The federal government does currently reimburse women who go to Planned Parenthood for other health issues, including pregnancy testing, HIV testing, and breast exams. A clarification.

Jack Cafferty is coming up next. Then, Republican Tea Party favorite Michele Bachmann, she'll be a guest on "JOHN KING USA" right at the top of the hour.

(COMMERCIAL BREAK)

BLITZER: Get right back to Jack for "The Cafferty File" -- Jack.

JACK CAFFERTY, CNN ANCHOR: The question this hour is: "How much do you care if there is a government shutdown?"

Kevin in Annapolis, Maryland: "A lot. This game playing is already costing us money, and now if it all boils down to a bunch of ideological riders that couldn't be accomplished in a straight up or down vote, I'm even more incensed. Focus on the task at hand." John in Lima, Ohio: "Well, since many of the things the federal government does could be better handled by the states, I prefer much of the federal government to be shut down permanently, and if while shut down, they're not spending our money, even better. If the Republicans cave on this, I will be ticked."

E.J. writes, "Why is it that politicians can get away with murder in the United States? Look at what's happening in the Middle East to rulers who just take and take and take? Maybe the people in the U.S. ought to get the guts that people in the Middle East have and take back their own country."

Ben in Massachusetts: "Here we have this presidential commission that lays out the financial crisis and the strategy to solve it. The president, both parties in the House and Senate say what a good job the commission has done, and then they commence to squabble over billions when the problem involves trillions. They ought to act in the spirit of that commission instead of revealing themselves as modern-day Neros. It is just so embarrassing."

Jimmy in North Carolina says, "No problem as long as President Obama can still get a golf cart."

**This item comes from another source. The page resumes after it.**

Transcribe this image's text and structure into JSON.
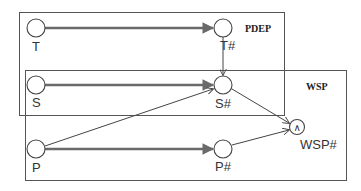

Donald in New Mexico: "Whenever the government shuts down, all of Congress should be fired and new people elected. If they all left, it would take at least a nanosecond for a new Congress to be bought and put in place."

And Craig in Scottsdale, Arizona: "I, for one, am thrilled. As one of the dwindling numbers of Americans that actually pays federal income tax, it gives me great joy that the bloated bureaucracy is shutting down. It's the same feeling I get when I hear when my air conditioning unit shut off."

If you want to read more on the subject, go to my blog -- Wolf: CNN.com/CaffertyFile.

BLITZER: Jack, thanks very much.

That's it for me. Thanks very much for watching. I'm Wolf Blitzer in THE SITUATION ROOM.

"JOHN KING USA" starts right now.

JOHN KING, CNN ANCHOR: Thanks, Wolf.